A price-based system is incompatible with permanent residency
For H2 class migrants -- unskilled workers typically lacking English language skills -- a price-based system is incompatible with permanent residency. On an hourly basis, permanent residency -- even if promised fifteen years into the future -- is worth about $4 / work hour. If we assume that migrants earn $10 / hour on average and the right to work in the US by itself is worth $3.50 / work hour, then a work visa with a residency option is worth $7.50 / hour, leaving $2.50 / hour in wages. Of course, Mexicans cannot afford this, but a residency option will force them to make wrenching trade-offs between current consumption and future residency. It will lead to penury for migrants, and by extension, to claims -- readily visible to the public -- that visa fees are exploitative and are impoverishing migrants.
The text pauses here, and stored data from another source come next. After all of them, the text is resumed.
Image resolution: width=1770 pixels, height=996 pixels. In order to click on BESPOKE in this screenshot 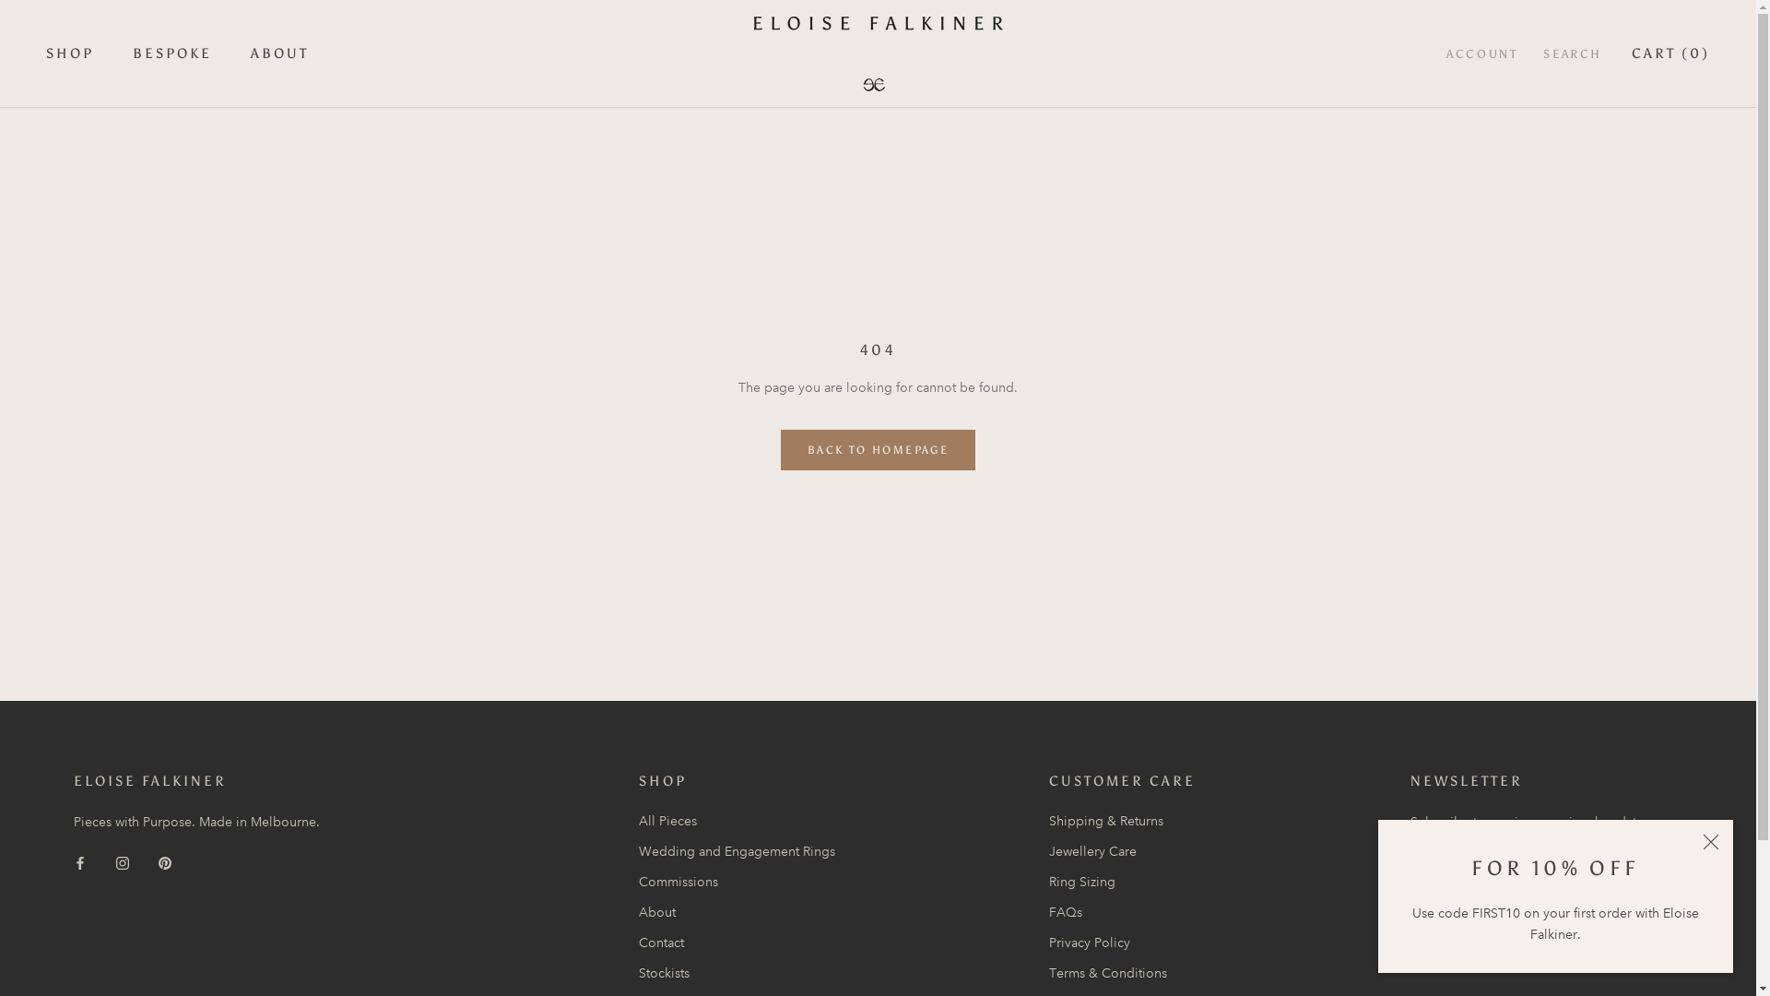, I will do `click(172, 53)`.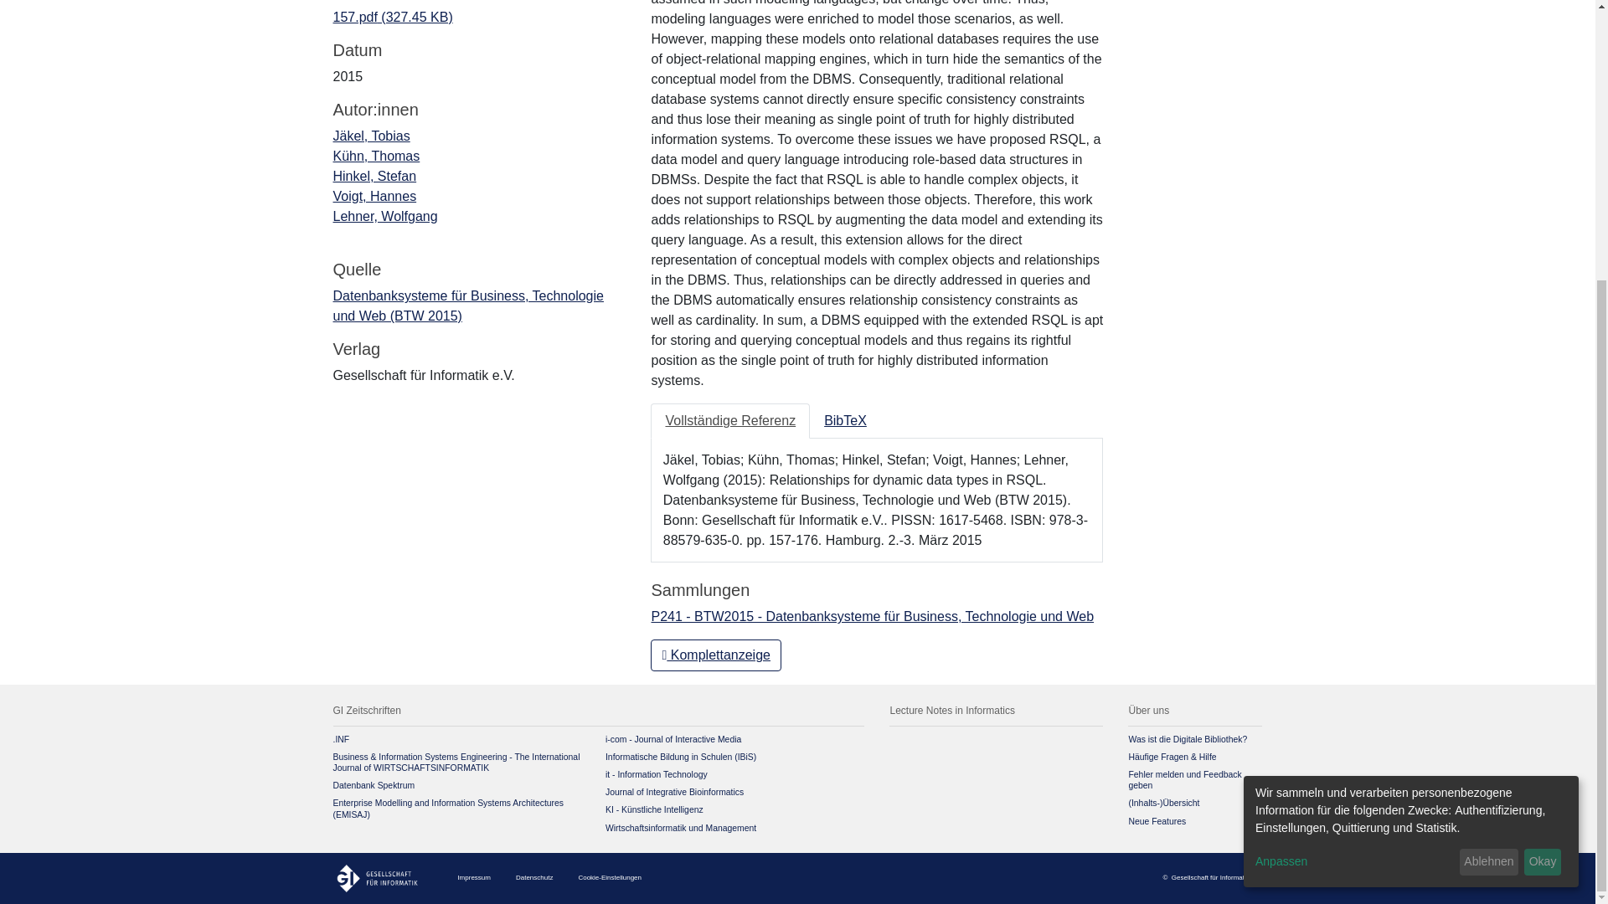 This screenshot has height=904, width=1608. I want to click on Voigt, Hannes, so click(374, 196).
In such an event, the system will fail, just as the Bracero system failed in 1965, and for similar reasons. For this reason, residency cannot be included in a price-based program. Work visas should not be conflated with formal immigration mechanisms.
Stockholm Syndrome
One of the occupational hazards of dealing with migrants is the policy analyst's human impulse to try to improve their condition. This is laudable, and no one has done more to document migrant predation than Princeton Policy. Notwithstanding, US policy cannot be based on the interests of migrants. Migrants are not a voting constituency. Legislation must serve US voters, who are the ultimate client for any policy shop, no matter how compelling the plight of migrants. Good policy should, of course, help migrants, but that should be a by-product of high quality design, rather than the principal objective of any legislative initiative. If a bill is seen to promote migrants at the expense of US citizens, it is likely to fail.
*****
Overall, it is heartening to see a more business-like approach to work visas, and both CATO and Ideal Immigration represent a step in the right direction, from our perspective. Nevertheless, if the intent is to run migrant labor as a business, then let's run it as a business, not a hybrid business / social program. A mixed-mission program will implode from its internal contradictions. Moreover, too little attention has been given to market sizing and segmentation, opening the door to volumes which will lack political viability and prove unworkable administratively. Overall, therefore, the direction is laudable, but the particulars require some modification.
Finally, let's keep in mind that there are three priorities for the Trump administration:
End the asylum surge
Close the southwest border
End the black market in undocumented labor within the US
Until this administration ends, any other immigration initiative is a poor use of time.